A true watchman on the wall doesn’t just sound the alarm; they bring the receipts.
Local whistleblowers have warned that the Galion Wastewater Treatment Plant is being run into the ground by a dangerous cocktail of understaffing and mechanical neglect.
Now, the paper trail has finally caught up with the city.
An explosive new document obtained by Marion Watch and our allies at Galion City Watch proves that those internal failures are actively spilling toxic levels of waste into local waterways.
Worse yet, the relentless spring weather suggests this single documented violation is only a tiny fraction of a much larger, unreported environmental disaster.

The Receipt: The May 19th Confession
To understand the depth of the crisis, you simply have to read the plain text of the Ohio Environmental Protection Agency’s “Non-compliance Notification.”
This is not a warning sent from the EPA; it is a mandatory confession sent by the City of Galion.
When a public water system discharges more pollutants than its permit allows, it must legally self-report the failure using this exact form.
The document reveals that the plant exceeded its legal, daily maximum discharge limit for Total Phosphorus.
Phosphorus is a nutrient that, in heavy doses, causes toxic algae blooms and devastates local aquatic ecosystems. The plant’s permit sets a strict daily cap: they are only allowed to discharge a maximum of 15.4 kilograms per day.

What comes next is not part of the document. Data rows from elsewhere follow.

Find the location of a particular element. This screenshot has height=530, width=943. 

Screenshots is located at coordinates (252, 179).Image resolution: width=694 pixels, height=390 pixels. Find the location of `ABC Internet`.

The form admits the plant breached that limit, dumping 16.8 kilograms per day into the environment.
Under “Period of Exceedance,” the form logs exactly how long this violation lasted: 60 continuous hours, beginning on April 1, 2026.
That means the facility was in an active state of illegal, toxic overflow for two and a half days straight.

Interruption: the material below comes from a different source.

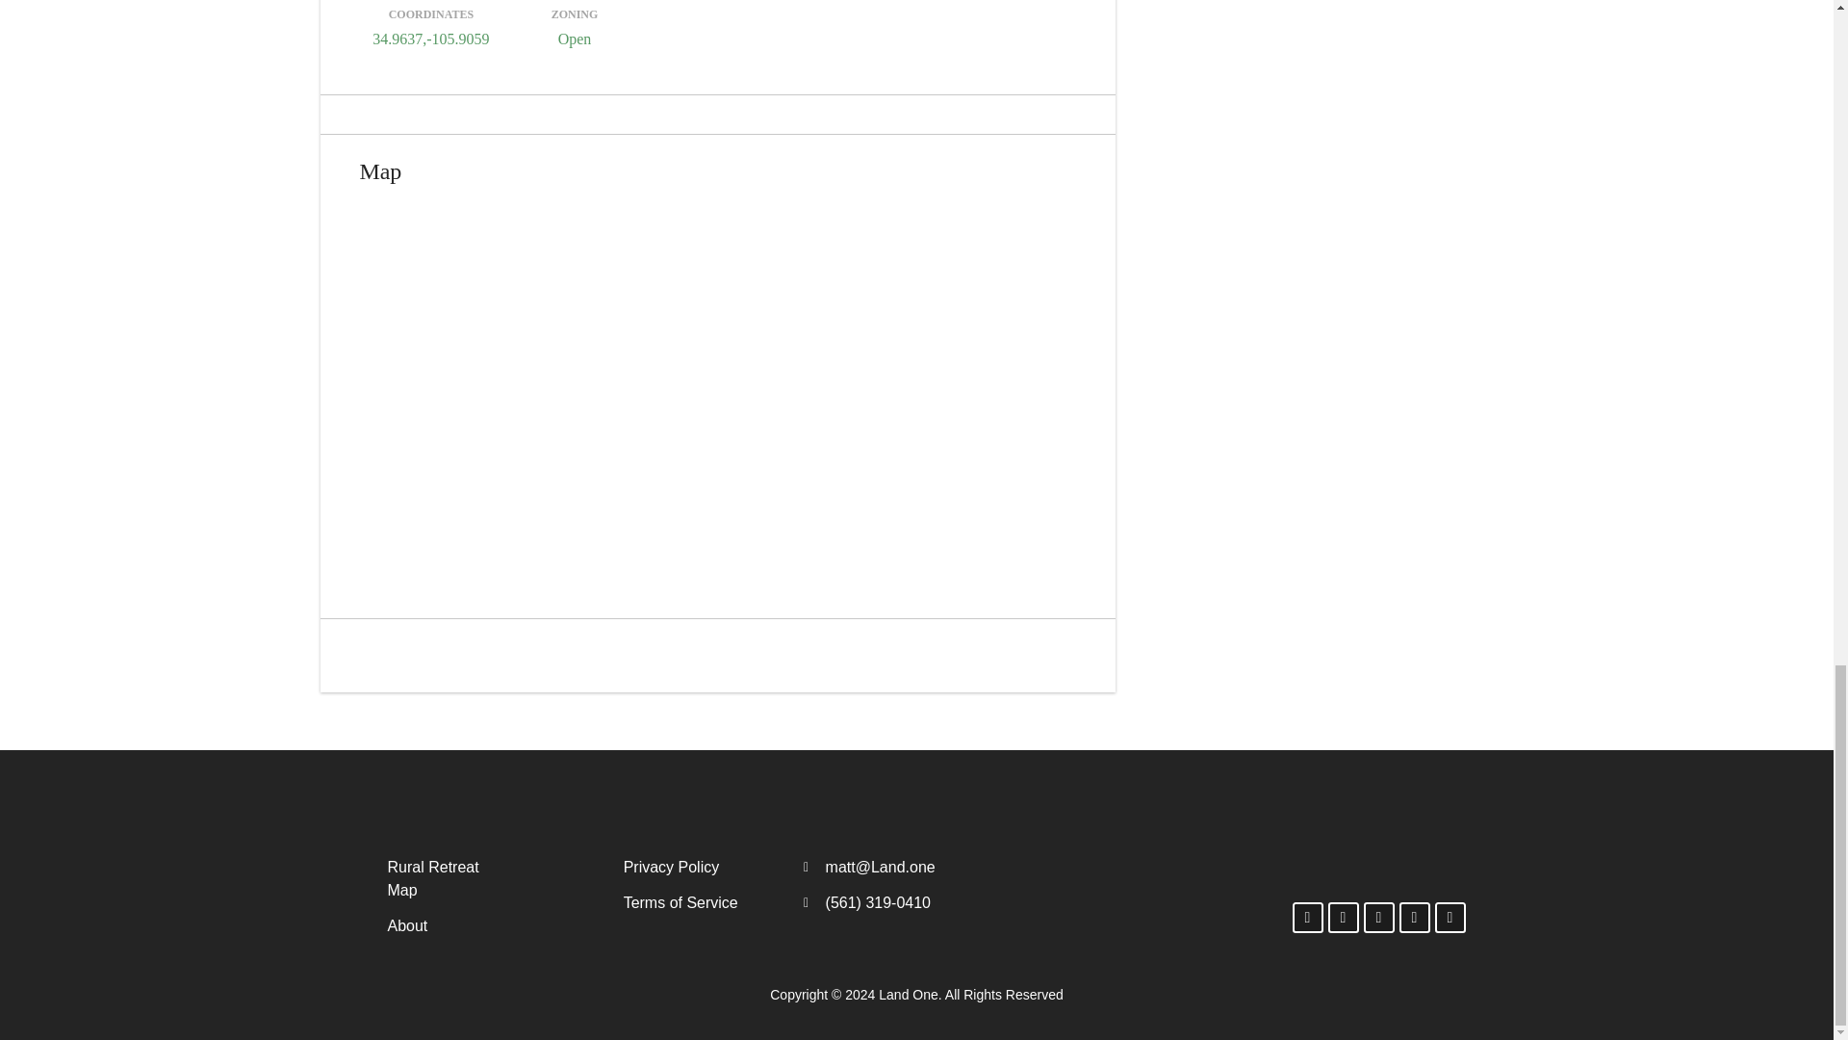 The width and height of the screenshot is (1848, 1040). Describe the element at coordinates (473, 797) in the screenshot. I see `LO1whitesmall` at that location.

Blaming the Rain (The Whistleblower Proof)
Under the section asking for the “Cause of Exceedance,” the city’s official excuse is written as:
“High loading caused by wet-weather flows.”

This is the most damning line in the document. A properly functioning municipal wastewater plant is engineered specifically to manage heavy rainwater.
By officially blaming the rain, the city is admitting on a state record that its infrastructure is physically incapable of handling standard weather events.
This directly validates the warnings of former Wastewater Superintendent Patrick Hickman.
Hickman previously blew the whistle on a staggering reality: illegal industrial waste had been allowed to flow into the municipal system, systematically destroying the plant’s critical pumps.
Furthermore, as our ongoing reporting at Marion Watch has uncovered, one of the plant’s digesters is reportedly completely unrepairable.
This catastrophic mechanical failure left the city entirely reliant on a single functional digester, which has now also been crippled by the toxic influx.
When you combine a physically destroyed plant operating with a skeleton crew—relying on uncertified Street Department labor to plug the gaps—and heavy stormwater infiltration, the biological system completely washes out.
The plant physically cannot treat the volume of water entering it, allowing raw nutrients to pass straight through the facility.
The April 1st citation is the undeniable proof.
The Rainfall Reality: The Unreported Crisis
As we outlined in Galion Abandoned to the Toxins, the city has a long, documented history of bureaucratic paralysis leaving citizens to fend for themselves amid infrastructure decay. The most terrifying part of this new document isn’t just that the plant failed on April 1st—it is what the relentless spring weather tells us about the days and weeks that followed.
If Galion’s wastewater infrastructure was too broken to handle the rainfall at the very beginning of April, the plant has almost certainly been in a continuous state of toxic overflow ever since.
Historic, heavy rains have relentlessly pounded the region throughout April and deep into May.
The plant’s unrepairable digester and destroyed pumps were not miraculously fixed in those intervening weeks.
Therefore, every subsequent heavy downpour guarantees the plant was hydraulically overwhelmed again and again. Every time it storms, the city’s broken plant bleeds into the waterways.
The Validation of the May 19th Trap
The timing of this paperwork reveals a targeted, tactical crackdown by the Ohio EPA.
The notification for the April 1st violation was not formally submitted and signed until May 19, 2026. It was signed by the city’s brand-new superintendent, Renee Bodkins.
Bodkins had to sign off on a severe environmental violation that occurred more than a month before she was even hired.
But May 19th was not a coincidence. On that exact same day, the Ohio EPA electronically bypassed City Hall and fired off Notices of Violation directly addressed to the private residential homes of Galion utility workers, including Brandon Rumple and James Warner.
This is a move our experienced analysts have never seen.

Those letters cited the city for failing to prove they had the minimum required staff legally on-site during that exact same month of April 2026.
The EPA’s trap is officially sprung. In one coordinated strike, the state has cornered the city on both fronts: they have documented proof that the plant was spilling toxic waste during the April rains, and they have caught the city attempting to hide the fact that they didn’t have the certified staff to stop it.
What’s more, there are likely many more hours or days of this type of violation not yet known.
The era of hidden crises in Galion is over.
The state is demanding the receipts, the overflow can no longer be contained, and Marion Watch and our network are watching the situation very closely.